Each summer we pack up the minivan and drive 400+ miles to Lakewood, New Jersey, where my parents and siblings live, for our annual visit. As the years roll by, I notice the tenor of the visits changing.
This is a tough time of the year to be Jewish.
Colloquially known as “The Three Weeks,” this is the period of time on the Jewish calendar each summer when we commemorate the various stages of the destruction of the Temple by the Babylonians and later, the second Temple by the Romans, over 2000 years ago. The three weeks progress in intensity and are bookended by two fast days.
I don’t know how much longer we will be wearing masks, but I’m going to assume they’re here for the long-haul. So I finally went online and ordered myself a pretty cotton one on Etsy, instead of continuing to wear the disposable ones that somehow made me feel like maybe this is just a bad dream that is imminently going away. It seems the nine dollar investment into a “real” mask was an inner statement that this isn’t ending soon.
I’m used to being decisive. This is what’s for dinner, this is what I’m wearing today, here’s what I’m going to do right now. Which is why the current reality is so destabilizing for me.
In this lockdown, I’ve made a surprising discovery — I really, really like folding laundry.
I’ve been obsessed with minimalism for awhile now, but our recent inability to shop in person has fanned the flames of that crush into a roaring bonfire.
I always write my columns for the Cleveland Jewish News a week-and-a-half in advance. I submit them on Thursday and they appear the following Friday. This means that I have to take a look at the calendar and fast-forward my mind. I determine what kind of mindset people will be in the following week based on whatever is going on on the calendar, and try to write accordingly. Sometimes I just write neutral pieces, but I try to make it timely whenever I can.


▶ _What is needed_: Whenever the word "tick" appears in a line of the data below, copy that line.

▶ _Dataset content_:
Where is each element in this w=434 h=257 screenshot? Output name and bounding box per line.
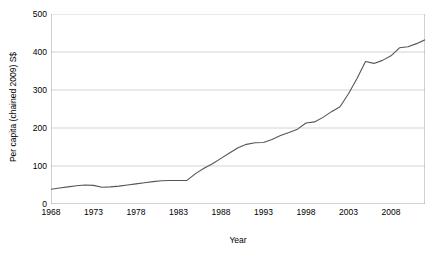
- x-tick-label: 1983: [159, 208, 199, 217]
- x-tick-label: 1968: [31, 208, 71, 217]
- chart-container: Per capita (chained 2009) S$ 50040030020…: [0, 0, 434, 257]
- x-tick-label: 1998: [286, 208, 326, 217]
- x-tick-label: 1978: [116, 208, 156, 217]
- x-tick-label: 1973: [74, 208, 114, 217]
- x-axis-tick-labels: 196819731978198319881993199820032008: [0, 0, 434, 257]
- x-tick-label: 2008: [371, 208, 411, 217]
- x-tick-label: 2003: [329, 208, 369, 217]
- x-tick-label: 1993: [244, 208, 284, 217]
- x-axis-title: Year: [51, 235, 425, 245]
- x-tick-label: 1988: [201, 208, 241, 217]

▶ _Result_:
- x-tick-label: 1983: [159, 208, 199, 217]
- x-tick-label: 1968: [31, 208, 71, 217]
- x-tick-label: 1998: [286, 208, 326, 217]
- x-tick-label: 1978: [116, 208, 156, 217]
- x-tick-label: 1973: [74, 208, 114, 217]
- x-axis-tick-labels: 196819731978198319881993199820032008: [0, 0, 434, 257]
- x-tick-label: 2008: [371, 208, 411, 217]
- x-tick-label: 2003: [329, 208, 369, 217]
- x-tick-label: 1993: [244, 208, 284, 217]
- x-tick-label: 1988: [201, 208, 241, 217]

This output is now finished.